Advice for interacting with busy people
Since writing this, I’ve done a bunch more debating and thinking about how to handle romantic attraction in communities I’m actively involved in responsibly. So, here’s the rule I want to commit to from now on:
In any community I’m involved in, I won’t be the one driving romantic escalation (or hinting at it) with anyone lower in the institutional hierarchy than me. This applies within 1 month after low-intensity interactions like a 90min workshop and 3 months after high-intensity interactions like a retreat where I was in a lead facilitator role.
Some specifications:
1. Both formal and informal hierarchies count. For example, attendees of workshops I facilitate pro bono or during unconferences still count as “lower in the hierarchy”.
2. Responding to advances people lower in hierarchies make towards me is fine. (Unless other reasons make that seem unethical.)
3. Escalation can only happen if and only if the other person signals at least an obvious 6 on the Decide10 scale. I.e., a lack of proactiveness counts as a “no”.
4. Galaxy brain slytherining a la “I’ll just make friends for now and set things up so that they are more likely to propose to me later on.” or “You knoooow, I committed to a certain rule because I’m SUCH an ethical person, so if you were to have interest in me, you’d have to be the one to make the first step *wink wink*” is prohibited.
5. I might adjust this rule over time as evidence accumulates, but only *after* consulting with people I trust in these matters.
6. I think a version of this might help us handle EA’s gender imbalance better: It might be good if if heterosexual men in general would just accept/decline advances from women, and not proactively flirt themselves.
Tackling multiple cause areas by reimagining our food system (Talk+Meetup @Teamwork with Chris Popa)
I agree with that statement, and I didn’t intend to make either of those claims.
I think a more steelmanned version of my initial claim would be that there’s a particular type of struggling that corresponds to low-integrity behavior, and that some aspects of current EA culture make it more likely for people to struggle in that particular way. Even (and maybe especially) if they are generally caring and well-meaning and honestly dedicated to the cause.
I think “scarcity mindset” is an okay handle.
A postrationalist friend also pointed out that what I’m talking about corresponds to Buddhism’s realm of hungry ghosts. In modern psychological reinterpretations of Buddhist mythology, that describes a mode of existence people can get stuck in when they develop the wrong kind of rumination. Basically, always being very aware of lack and what’s missing and being desperate to fill that up.
I’m not sure yet how useful either of these handles will turn out—but yet again, this whole post is an intellectual work in progress and I only reposted it here because people on Facebook found it surprisingly insightful.
Yup, I definitely overgeneralized here and may be completely off. I think there’s something where I’m pointing at, and this helps me clarify my thinking. So thanks.
Generally: I by no means want to demonize anyone for struggling.
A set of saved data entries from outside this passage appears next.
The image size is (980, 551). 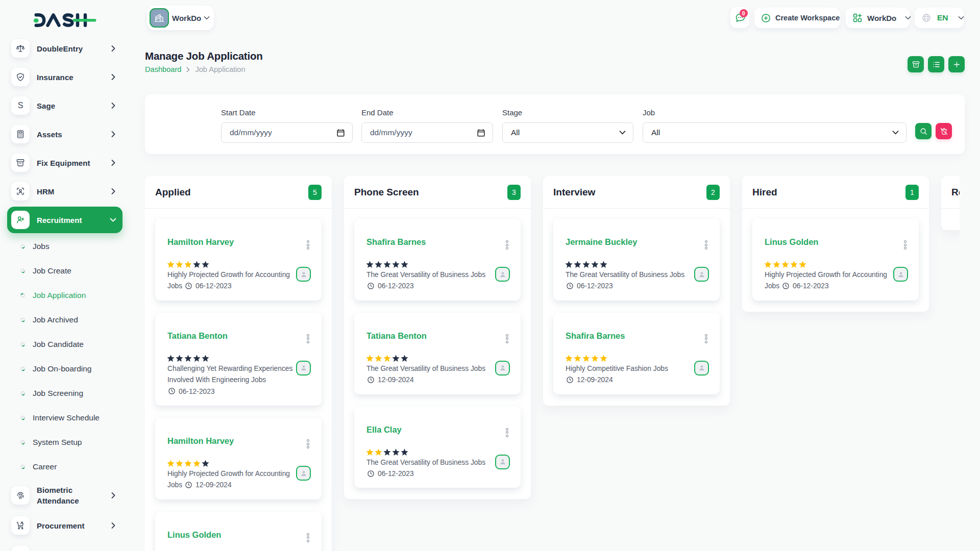 I want to click on application-card: Shafira Barnes Highly Competitive Fashio…, so click(x=636, y=354).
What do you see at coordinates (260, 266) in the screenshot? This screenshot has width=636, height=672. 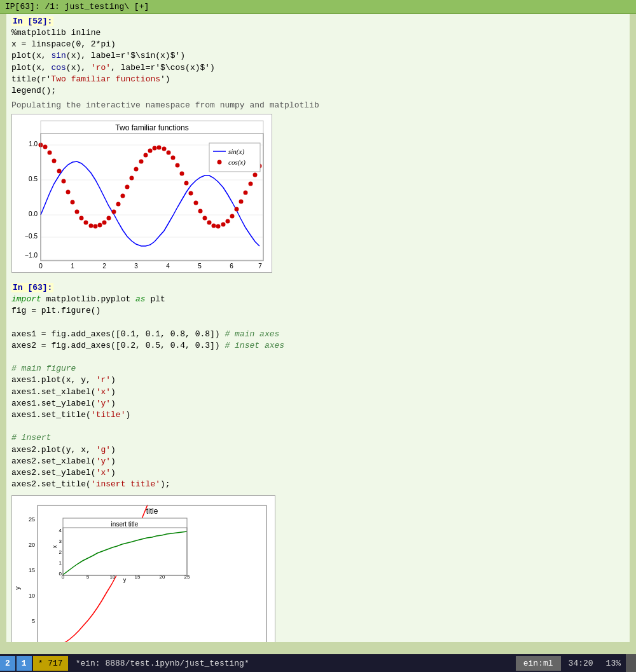 I see `svg-text: 7` at bounding box center [260, 266].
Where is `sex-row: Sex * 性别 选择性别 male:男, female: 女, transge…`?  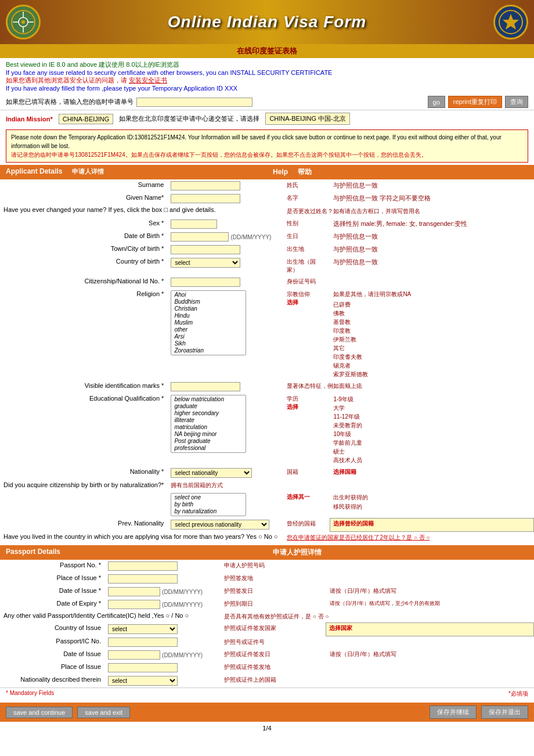 sex-row: Sex * 性别 选择性别 male:男, female: 女, transge… is located at coordinates (267, 224).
To a significant extent, I buy into a social model of mental health, and mostly see one person’s struggling as a symptom of their whole surrounding (social and other) being diseased.
My intention behind this post was to point out some ways in which I think EA is suboptimally organized. The rough claim I was aiming for is this: “It’s easier to be a saint in paradise, so let’s make EA a bit more paradisic by fixing some of our norms.”
Yep—it reflects how many things in EA already work implicitly. That’s one of the things I love about EA. And, I think it would be good if we use this as an explicit model more often, too.
If you want to dive a little bit deeper into these kinds of management practices, you may want to have a look into the Reinventing Organizations-wiki: https://reinventingorganizationswiki.com/en/theory/decision-making/
If you want to dive very, very deep, Frederik Laloux’s “Reinventing Organizations” might be a worthwhile read. I’m halfway through, and it helped me build a whole bunch of intuitions for how to do community building better.